If you're getting PCRE semantics, then probably somewhere in your
startup files you have something like `setopt re_match_pcre`.
A while back I wrote some bindings for using the RE2 library, which
matches the efficient regexps found in Go and which is licensed such
that more vendors might enable it by default with zsh. I stopped as I
tried to puzzle through how to dig myself out of my own hole, in having
made `RE_MATCH_PCRE` be a simple boolean.
My _tentative_ thinking, which I'd appreciate feedback on, is to
introduce a new special parameter, `ZSH_EQTILDE_ENGINE` or somesuch;
have that only succeed when assigned a parseable value, and make
mutations of the RE_MATCH_PCRE be implicit assignments of `regex` or
`pcre` to that parameter.
Is this sane? Are we happy introducing new special parameters, as long
as the name starts `zsh`? Should the semantics just be "name of a
module" or a static list? If "name of a module" then that would let
people do more than just use our engines (at their own risk), but should
we then update the .mdd files or the exported tables with some new
identifier to mark "use this function to back =~ when the engine points
here"?
I would quite like to move towards being able to expect "better, but
sane" REs to be available, even with commercial OS vendor builds of zsh.

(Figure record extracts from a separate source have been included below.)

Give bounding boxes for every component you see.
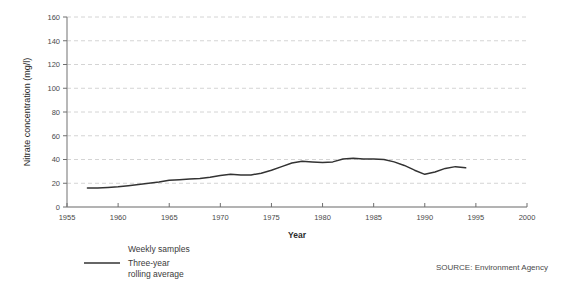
- y-axis-tick-label: 100: [47, 84, 60, 93]
- x-axis-tick-label: 1995: [468, 213, 485, 222]
- chart-canvas: 020406080100120140160 195519601965197019…: [0, 0, 564, 284]
- x-axis-tick-label: 1985: [365, 213, 382, 222]
- x-axis-tick-label: 1980: [314, 213, 331, 222]
- nitrate-concentration-chart: 020406080100120140160 195519601965197019…: [0, 0, 564, 284]
- y-axis-tick-label: 60: [52, 132, 60, 141]
- y-axis-tick-label: 120: [47, 60, 60, 69]
- x-axis-tick-label: 1965: [161, 213, 178, 222]
- legend-label-rolling-average-line2: rolling average: [128, 269, 184, 279]
- x-axis-tick-label: 1960: [110, 213, 127, 222]
- x-axis-title: Year: [288, 230, 307, 240]
- y-axis-title: Nitrate concentration (mg/l): [22, 58, 32, 167]
- x-axis-tick-label: 2000: [519, 213, 536, 222]
- x-axis-tick-label: 1970: [212, 213, 229, 222]
- y-axis-tick-label: 0: [56, 203, 60, 212]
- y-axis-tick-label: 140: [47, 37, 60, 46]
- chart-background: [0, 0, 564, 284]
- x-axis-tick-label: 1955: [59, 213, 76, 222]
- y-axis-tick-label: 160: [47, 13, 60, 22]
- source-note: SOURCE: Environment Agency: [436, 263, 548, 272]
- y-axis-tick-label: 20: [52, 179, 60, 188]
- y-axis-tick-label: 80: [52, 108, 60, 117]
- y-axis-tick-label: 40: [52, 155, 60, 164]
- x-axis-tick-label: 1975: [263, 213, 280, 222]
- legend-label-rolling-average-line1: Three-year: [128, 258, 170, 268]
- legend-label-weekly-samples: Weekly samples: [128, 244, 190, 254]
- x-axis-tick-label: 1990: [416, 213, 433, 222]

I think RE2 is probably the best way forward, but ... I should probably
have asked long ago for advice on the design decisions which need to be
made.
-Phil
On Wed, Jul 6, 2022 at 4:13 PM Phil Pennock
<zsh-workers+phil.pennock@spodhuis.org> wrote:
>
> A while back I wrote some bindings for using the RE2 library [...]
>
> My _tentative_ thinking, which I'd appreciate feedback on, is to
> introduce a new special parameter, `ZSH_EQTILDE_ENGINE` or somesuch;
> [...]
>
> Is this sane? Are we happy introducing new special parameters, as long
> as the name starts `zsh`? [...]
My intuition about this suggests that an interface somewhere between
"enable -p $patchar" and "ztie -d $dbtype" would be more appropriate
here. Something like
zregex zsh/re/$flavor
where the named module must implement "-$flavor-match" as a
conditional. For backwards-compatibility, zsh/pcre would load
zsh/re/pcre and zsh/regex would load zsh/re/regex.
An option "zregex -x" (choose your x) replaces -regex-match with
-$flavor-match (a no-op for zsh/re/regex) in the implementation of
"=~"
Leave RE_MATCH_PCRE as-is (it replaces -$flavor-match with -pcre-match
when set) but document it as deprecated and perhaps print a warning if
that option is set when zregex -x is called.